In article <000e01be0438$8d39fce0$[EMAIL PROTECTED]>,
"Jeff Schmidt" <[EMAIL PROTECTED]> writes:
> Hi:
> Kernel 2.1.126:
> In <net/tcp.h> :: tcp_select_initial_window() I see the following:
> /* NOTE: offering an initial window larger than 32767
> * will break some buggy TCP stacks. We try to be nice.
> * If we are not window scaling, then this truncates
> * our initial window offering to 32k. There should also
> * be a sysctl option to stop being nice.
> */
> However, I can't seem to find the sysctl to "stop being nice." What is the
> procedure to allow a large (scaled) initial window? I don't know the stack
> code too well, but it looks like there's more to it than just adjusting the
> few lines following the above comment.
The comment only applies to the unscaled window part. 32k limits you
assuming scale max scale 14 to a maximum effective window of 512MB - that
should be enough for most uses.
Here the relevant part from the upcomming network manpage rewrite (from tcp.4):
To use the window scaling option effectively the
default send and receive buffers have to be increased.

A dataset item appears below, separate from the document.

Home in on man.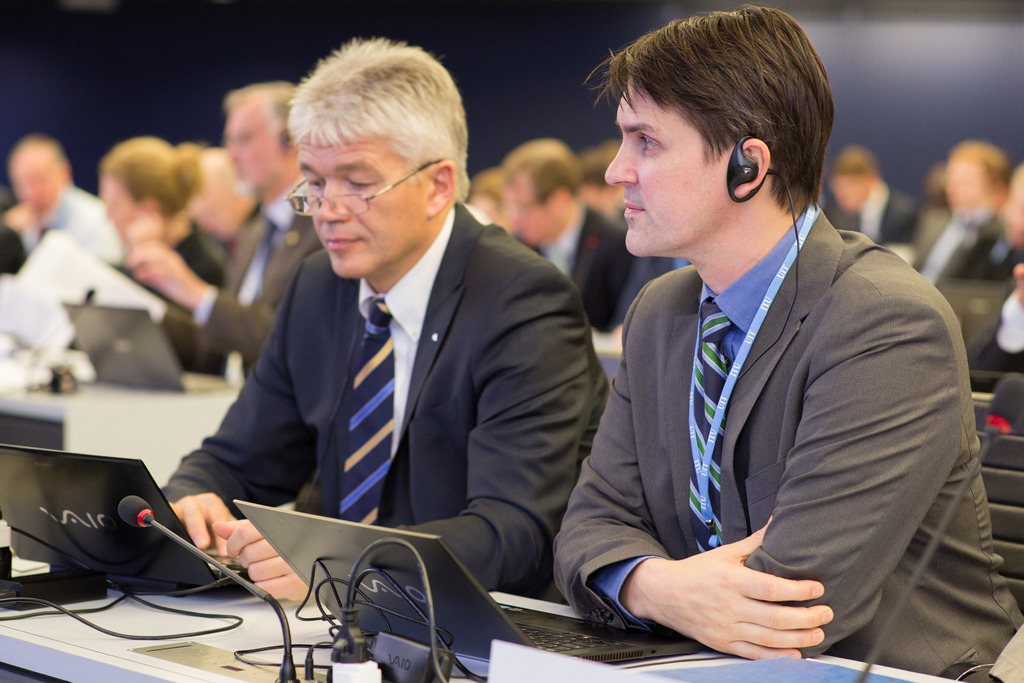
Homed in at (left=828, top=151, right=921, bottom=281).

This can be either done globally using the
net.core.wmen_default and net.core.rmem_default sysctls,
or on a per socket basis using the SO_SNDBUF and SO_RCVBUF
socket options. The maximum size that can be set per
socket is limited by the global net.core.rmem_max and
net.core.wmem_max sysctls.
So just increase the receive socket buffer and everything will be fine.